One of the lesson concerns merit. “Be Kind. Be Bold. Do Good.” exclaims a sticker on my fridge that sums it up pretty well I think, but I learn from Bhikkhu Pannakara that merit is also a way to deal with grief over the loss of a loved one and this surprises me. He says that we can show compassion instead of feeling sorrow by creating positive karma through good deeds and dedicating the merit we accrue to those who have passed on. Without much thought, I start helping a friend who fell and broke his leg and my sadness slowly fades.

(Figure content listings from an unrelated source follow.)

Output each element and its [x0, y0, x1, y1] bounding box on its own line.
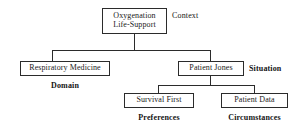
- edge-situation-stem: [210, 76, 211, 85]
- diagram-canvas: Oxygenation Life-Support Respiratory Med…: [0, 0, 299, 126]
- role-label-circumstances: Circumstances: [213, 113, 296, 122]
- node-respiratory-medicine[interactable]: Respiratory Medicine: [20, 61, 110, 76]
- node-label: Patient Jones: [189, 64, 232, 73]
- edge-level2-bus: [158, 85, 255, 86]
- edge-to-domain: [52, 50, 53, 61]
- node-survival-first[interactable]: Survival First: [124, 93, 194, 108]
- node-label: Survival First: [136, 96, 181, 105]
- node-patient-jones[interactable]: Patient Jones: [178, 61, 244, 76]
- node-label: Respiratory Medicine: [29, 64, 101, 73]
- edge-root-stem: [134, 34, 135, 50]
- node-oxygenation-life-support[interactable]: Oxygenation Life-Support: [102, 8, 167, 34]
- role-label-context: Context: [172, 11, 198, 20]
- node-label: Oxygenation Life-Support: [113, 12, 156, 29]
- edge-to-preferences: [158, 85, 159, 93]
- role-label-preferences: Preferences: [124, 113, 194, 122]
- edge-to-situation: [210, 50, 211, 61]
- node-patient-data[interactable]: Patient Data: [221, 93, 288, 108]
- role-label-situation: Situation: [249, 64, 281, 73]
- edge-level1-bus: [52, 50, 211, 51]
- node-label: Patient Data: [234, 96, 275, 105]
- edge-to-circumstances: [254, 85, 255, 93]
- role-label-domain: Domain: [20, 81, 110, 90]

Larger and larger crowds are gathering to see the monks and someone always seem to shout out questions about the dog. The venerable Pannakara shares this story: In 2022-2023, he was leading a pilgrimage in India. Stray dogs often tagged along for a few hours, sometimes a few days, but this dog was different. He never left. Pannakara named him Aloka. “It means light. I want him to find the light of wisdom to liberate all kinds of suffering to attain Nirvana…” So, like the monks, Aloka, too, is on a spiritual path. Because he chose to follow the monks, “it means he understands that this is his journey,” Pannakara explains. When the walk in India ended, he had to make a decision: “If I let Aloka go, he’s just going to become a stray dog again. But he’s already completed 106 days of walking with us… so he deserves better.” 

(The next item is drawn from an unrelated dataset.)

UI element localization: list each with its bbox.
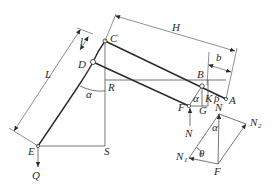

After 30,000 years of living with dogs, can we not see that there is a little bit of nirvana within them, even if they may not exhibit these qualities all the time?Can we agree that they, too, have karma?

After the money was raised for the dog’s airfare and the 28 days of quarantine passed, Aloka rejoined his sangha at the monastery in Ft. Worth, Texas. Two years later, an online follower writes: “Because of Aloka I found the Walk, and thru the Walk I found a deeper sense of peace.”  

***

Woody came to me through an Indian woman who was fostering him in her home in New Jersey. His handsome photos appeared on Petfinder.com and the next thing I knew we were on the phone in conversation about “Prince” (his prior name). The day after he arrived I loaded him into the car and boldly took him into the nursing home that my 92 year-old father had been living in since my mother’s death nearly two years earlier. As we turned the corner into his room, door left ajar, Woody bounded in. It was love at first sight. Kismet. Like they knew each other from prior lives and were delighted at this unexpected reunion. 

My dad had a private room with a door and a window that felt more like a room in a house than a hospital. When Woody arrived it felt even more like home. So Woody could be loose, I used to hang a sign around the outside doorknob that read: “Dog inside. Please knock.” Which of course, prompted the nurse, the nurse’s aids, the handyman, the nutritionist, the activity director, and the receptionist to take turns knocking to say hello to Woody. Which my dad just adored—Woody laying on my dad’s bed, his tail wildly thumping, before jumping up to greet each guest. Everyone’s spirits felt lighter. My father passed away 6 months later on Mother’s Day, May 2014, and I take solace and breath a little easier in knowing that Woody made those days happier for us both. 

How do any of us calm our minds of fear, anxiety, sorrow, and anger? There will always be a part of me that over-reacts, spins out of control, loses it. I will always get mad. Be afraid. Worry. Want more.  

Often at night, Woody curled up in his bed and I in mine, about 10 or 15 minutes past lights-out,  I’d hear him slowly release one… long… soothing… exhale and sense a serenity and calmness filling the room. I’d respond in kind, as involuntary a reaction as if a doctor had tapped my knee to see my leg bounce. This memory brings me joy. Some nights I still hear him sigh.